Thick-billed vireo


The thick-billed vireo is a species of bird in the family Vireonidae, the vireos, greenlets, and shrike-babblers. It is found on many islands of the West Indies and as an occasional vagrant to south Florida in the United States.

Taxonomy and systematics

The thick-billed vireo was originally described in 1859 as Lanivireo crassirostris.
The thick-billed vireo has these five subspecies:
  • V. c. crassirostris
  • V. c. stalagmium Buden, 1985
  • V. c. tortugae Richmond, 1917
  • V. c. cubensis Kirkconnell & Garrido, 2000
  • V. c. alleni Cory, 1886
What is now a subspecies of the mangrove vireo, found on Isla de Providencia and Isla Santa Catalina off the east coast of Nicaragua, was originally described as a species and then assigned to the thick-billed vireo as a subspecies. Taxonomic systems began transferring it from the thick-billed vireo to the mangrove in the late 2010s.
In the early twentieth century V. c. crassirostris had been treated as two subspecies; they were later merged.

Description

The thick-billed vireo is long and weighs about. The sexes have the same plumage. Adults of the nominate subspecies V. c. crassirostris have a mostly grayish olive to brownish olive crown, face, and nape with blackish lores, a pale yellow stripe above the lores, and a pale to darker yellow eye-ring that sometimes is incomplete. Their upperparts are grayish olive to brownish olive with a more olive-green rump and uppertail coverts. Their wing coverts are dusky grayish brown with wide white tips that form two prominent wing bars. Their flight feathers are dusky grayish brown; the primaries have off-white edges, the secondaries have pale olive edges, and the tertials have white edges. Their tail is dusky grayish brown. Their underparts are pale grayish buffy to light yellowish buff or yellow. The other subspecies of the thick-billed vireo differ very little from the nominate. All subspecies have a dark iris, a dusky horn maxilla, a pale horn mandible, and bluish gray legs and feet.

Distribution and habitat

The subspecies of the thick-billed vireo are found thus:
The species has also been recorded several times in Florida.
The thick-billed vireo inhabits deciduous woodlands, scrublands, and mangroves.

Behavior

Movement

The thick-billed vireo is primarily a year-round resident. However, it is an "ncommon migrant to coastal north-central Cuba in October".

Feeding

The thick-billed vireo feeds primarily on arthropods but also includes some fruit in its diet. It forages at all levels of its habitat taking food by gleaning from leaves and branches.

Breeding

The thick-billed vireo's breeding season has not been defined but includes May to July. Its nest is a cup made from plant fibers and spider web lined with grasses and attached to a branch or in a fork. Clutches of two and three eggs have been found; the eggs are white with dark spots. The incubation period is not known but both parents are known to incubate. The time to fledging and other details of parental care are not known.

Vocalization

The thick-billed vireo's song is a "ubbly, variable chik-didle-wer-chip". Only males sing.

Status

The IUCN has assessed the thick-billed vireo as being of Least Concern. It has a small range; its population size is not known but is believed to be stable. No immediate threats have been identified.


**Work item**
Lines from the entries below that hold "Application" form the answer; copy all of them.

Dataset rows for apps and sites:
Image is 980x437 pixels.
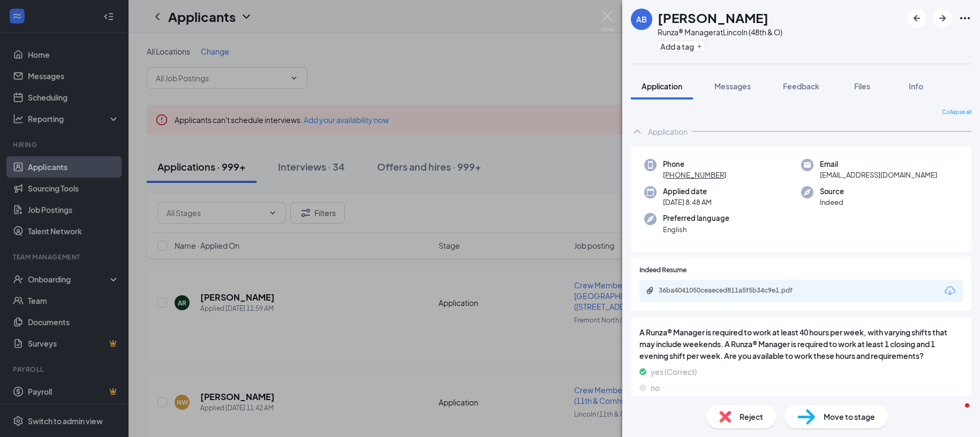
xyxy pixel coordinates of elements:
[657,27,782,37] div: Runza® Manager at Lincoln (48th & O)
[696,44,703,50] svg: Plus
[663,187,711,197] span: Applied date
[820,169,937,180] span: [EMAIL_ADDRESS][DOMAIN_NAME]
[646,286,654,295] svg: Paperclip
[648,126,687,137] div: Application
[631,125,643,138] svg: ChevronUp
[663,213,729,224] span: Preferred language
[907,9,926,28] button: ArrowLeftNew
[663,197,711,208] span: [DATE] 8:48 AM
[820,187,844,197] span: Source
[640,265,686,275] span: Indeed Resume
[820,159,937,169] span: Email
[657,9,768,27] h1: [PERSON_NAME]
[739,411,763,423] span: Reject
[663,224,729,235] span: English
[657,41,705,52] button: PlusAdd a tag
[650,382,660,394] span: no
[958,12,971,25] svg: Ellipses
[820,197,844,208] span: Indeed
[650,366,697,378] span: yes (Correct)
[640,326,963,362] span: A Runza® Manager is required to work at least 40 hours per week, with varying shifts that may inc...
[663,159,726,169] span: Phone
[636,14,647,25] div: AB
[646,286,819,297] a: Paperclip36ba4041050ceaeced811a5f5b34c9e1.pdf
[663,171,726,179] tcxspan: Call +1 (531) 237-6757 via 3CX
[824,411,875,423] span: Move to stage
[658,286,808,295] div: 36ba4041050ceaeced811a5f5b34c9e1.pdf
[943,285,957,297] svg: Download
[641,81,682,91] span: Application
[909,81,923,91] span: Info
[933,9,952,28] button: ArrowRight
[854,81,870,91] span: Files
[943,401,969,427] iframe: Intercom live chat
[911,12,923,25] svg: ArrowLeftNew
[715,81,750,91] span: Messages
[936,12,949,25] svg: ArrowRight
[783,81,819,91] span: Feedback
[942,108,971,116] span: Collapse all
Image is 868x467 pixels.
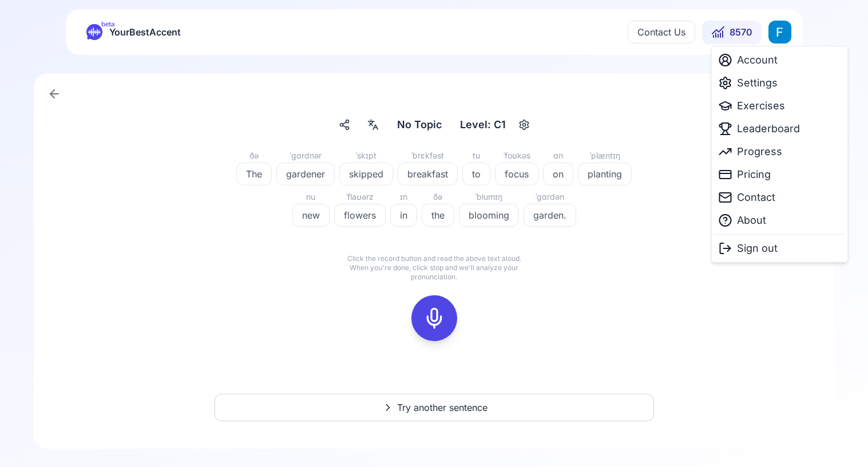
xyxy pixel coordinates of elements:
span: Leaderboard [737,121,800,137]
span: Sign out [737,240,778,256]
span: Contact [737,189,775,205]
span: Pricing [737,166,771,182]
span: Account [737,52,778,68]
span: About [737,212,766,228]
span: Settings [737,75,778,91]
span: Exercises [737,98,785,114]
span: Progress [737,144,782,160]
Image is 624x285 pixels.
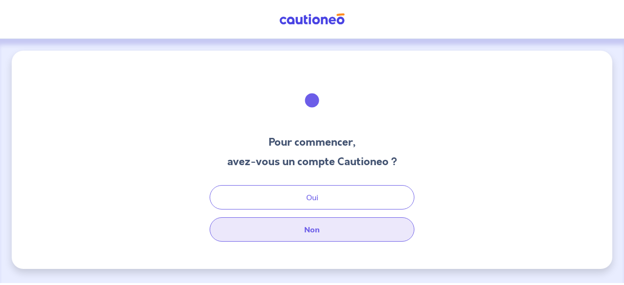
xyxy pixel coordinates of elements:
h3: Pour commencer, [227,135,397,150]
h3: avez-vous un compte Cautioneo ? [227,154,397,170]
button: Non [210,218,415,242]
button: Oui [210,185,415,210]
img: illu_welcome.svg [286,74,338,127]
img: Cautioneo [276,13,349,25]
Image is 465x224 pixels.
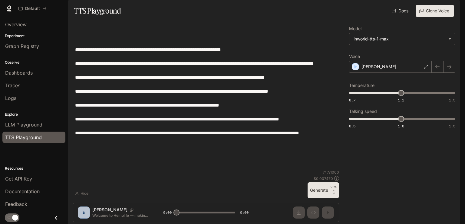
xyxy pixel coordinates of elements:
[330,185,336,196] p: ⏎
[397,98,404,103] span: 1.1
[349,33,455,45] div: inworld-tts-1-max
[415,5,454,17] button: Clone Voice
[349,124,355,129] span: 0.5
[322,170,339,175] p: 747 / 1000
[313,176,333,181] p: $ 0.007470
[307,183,339,198] button: GenerateCTRL +⏎
[449,124,455,129] span: 1.5
[349,109,377,114] p: Talking speed
[361,64,396,70] p: [PERSON_NAME]
[353,36,445,42] div: inworld-tts-1-max
[397,124,404,129] span: 1.0
[349,98,355,103] span: 0.7
[16,2,49,15] button: All workspaces
[390,5,410,17] a: Docs
[449,98,455,103] span: 1.5
[74,5,121,17] h1: TTS Playground
[25,6,40,11] p: Default
[349,27,361,31] p: Model
[73,189,92,198] button: Hide
[349,54,360,59] p: Voice
[330,185,336,192] p: CTRL +
[349,83,374,88] p: Temperature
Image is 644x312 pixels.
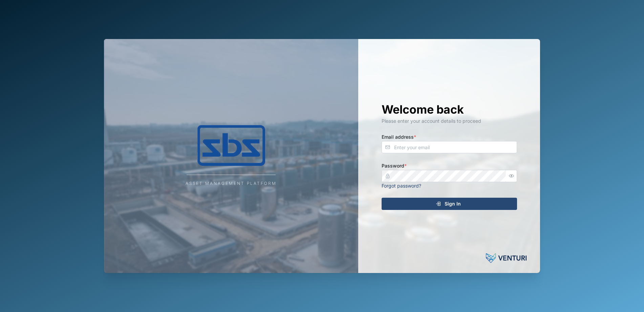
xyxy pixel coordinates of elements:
[382,117,518,125] div: Please enter your account details to proceed
[186,180,277,187] div: Asset Management Platform
[164,125,299,166] img: Company Logo
[382,133,417,141] label: Email address
[486,251,527,265] img: Powered by: Venturi
[382,198,518,210] button: Sign In
[382,141,518,153] input: Enter your email
[382,183,422,189] a: Forgot password?
[382,162,407,170] label: Password
[382,102,518,117] h1: Welcome back
[445,198,461,210] span: Sign In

**Exercise output**
[648,126,687,137] div: Application
[641,81,682,91] span: Application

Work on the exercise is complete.